Community financial institutions are the backbone to a healthy society, providing loans for small businesses, disaster recovery, low-income families, immigrant communities and affordable housing developments. That essential service is now in danger.
President Donald Trump’s executive order to dismantle the Community Development Financial Institutions Fund (CDFI) last month put a target on these institutions and brought to surface the role they play. Even though CDFI activities are protected by law, and therefore cannot be eliminated, potential staff cuts still pose a risk to the fund that oversees grants for community development, experts said.
“If they fire everybody that knows how to administer this complex program, that’s going to be a problem,” Alison Cingolani, policy director of nonprofit SV@Home, told San José Spotlight.
The CDFI Fund provides grants to the more than 1,430 CDFIs across the country, which enables local institutions to provide loans to individuals with low credit scores, for disaster recovery, green energy, economic revitalization and more in underfunded areas. For every $1 CDFIs receive, they are able to bring in $8 in private sector investments.
The fund emerged to combat the harmful effects of redlining, a discriminatory practice where lenders denied mortgages and financial services to people in areas deemed “risky,” often because it predominantly had people of color. Though redlining is now outlawed, areas previously redlined still remain significantly underinvested.
Funding for the CDFI Fund will remain at $324 million through the 2025 fiscal year, but groups are worried what the budget will look like starting in 2026.
In Santa Clara County, Housing Trust Silicon Valley, a CDFI, provides seed money to affordable housing projects. The trust provides loans to about 15 to 20 developments each year, CEO Noni Ramos said, including the Quetzal Gardens Apartments completed in 2021. Cuts to the CDI Fund could potentially hinder projects from getting off the ground. The housing trust provides about $4 million to $5 million in loans per project.
“It could slow our ability to be able to then go out and raise those public dollars, which, at the end of the day, that’s what we’re then able to lend to those affordable housing developers,” Ramos told San José Spotlight.
Dora Beyer, director of community development at Excite Credit Union, said without the CDFI Fund’s grant dollars, some programming would have to be cut, including one that provides a $3,000 grant to small business owners. More than 60% of the credit union’s lending goes to low- and moderate-income households, Beyer said. They provide a range of loans, including car, student and personal loans along with mortgages.
“We specifically aim to reach out to folks who historically mistrust financial institutions who may be unbanked, under banked or credit invisible,” Beyer told San José Spotlight. “CDFIs and credit unions across the nation are really the ones who proactively aim to reach those communities.”
Contact Joyce Chu at [email protected] or @joyce_speaks on X.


Description of the task. Please state in a single number how many lines of the entries below include the word "respiratory".

Source data.
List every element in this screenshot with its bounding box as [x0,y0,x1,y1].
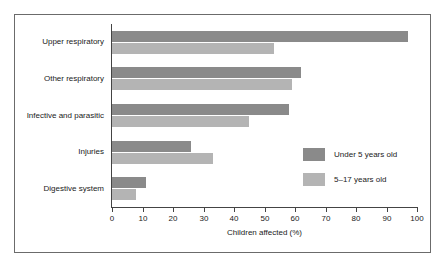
x-tick-label: 0 [97,214,127,223]
legend-label-under-5: Under 5 years old [334,150,397,159]
x-tick-label: 90 [372,214,402,223]
x-tick [265,208,266,212]
bar [112,153,213,164]
bar [112,43,274,54]
x-tick-label: 100 [402,214,432,223]
x-tick-label: 40 [219,214,249,223]
legend-item-under-5: Under 5 years old [303,148,428,161]
x-tick [417,208,418,212]
category-label: Other respiratory [0,74,104,83]
bar [112,177,146,188]
legend-swatch-under-5 [303,148,325,161]
x-tick-label: 30 [189,214,219,223]
bar [112,189,136,200]
x-tick [143,208,144,212]
x-tick [173,208,174,212]
category-label: Injuries [0,147,104,156]
x-tick [326,208,327,212]
chart-legend: Under 5 years old 5–17 years old [303,148,428,198]
x-tick [387,208,388,212]
bar [112,31,408,42]
x-tick-label: 80 [341,214,371,223]
x-tick-label: 20 [158,214,188,223]
legend-item-5-to-17: 5–17 years old [303,173,428,186]
x-tick-label: 10 [128,214,158,223]
x-tick-label: 60 [280,214,310,223]
x-tick [356,208,357,212]
bar [112,141,191,152]
bar [112,104,289,115]
x-tick-label: 70 [311,214,341,223]
x-tick [234,208,235,212]
legend-label-5-to-17: 5–17 years old [334,175,386,184]
bar [112,79,292,90]
x-axis-title: Children affected (%) [112,228,417,237]
category-label: Infective and parasitic [0,111,104,120]
category-label: Upper respiratory [0,37,104,46]
legend-swatch-5-to-17 [303,173,325,186]
category-label: Digestive system [0,184,104,193]
bar [112,116,249,127]
x-tick-label: 50 [250,214,280,223]
bar [112,67,301,78]
x-tick [295,208,296,212]
chart-figure: 0102030405060708090100 Upper respiratory… [14,14,431,253]
x-tick [204,208,205,212]
x-tick [112,208,113,212]
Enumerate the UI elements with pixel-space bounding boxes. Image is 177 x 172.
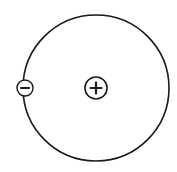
- atom-diagram: [0, 0, 177, 172]
- nucleus-proton: [85, 77, 107, 99]
- electron: [17, 80, 33, 96]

Exercise output. 3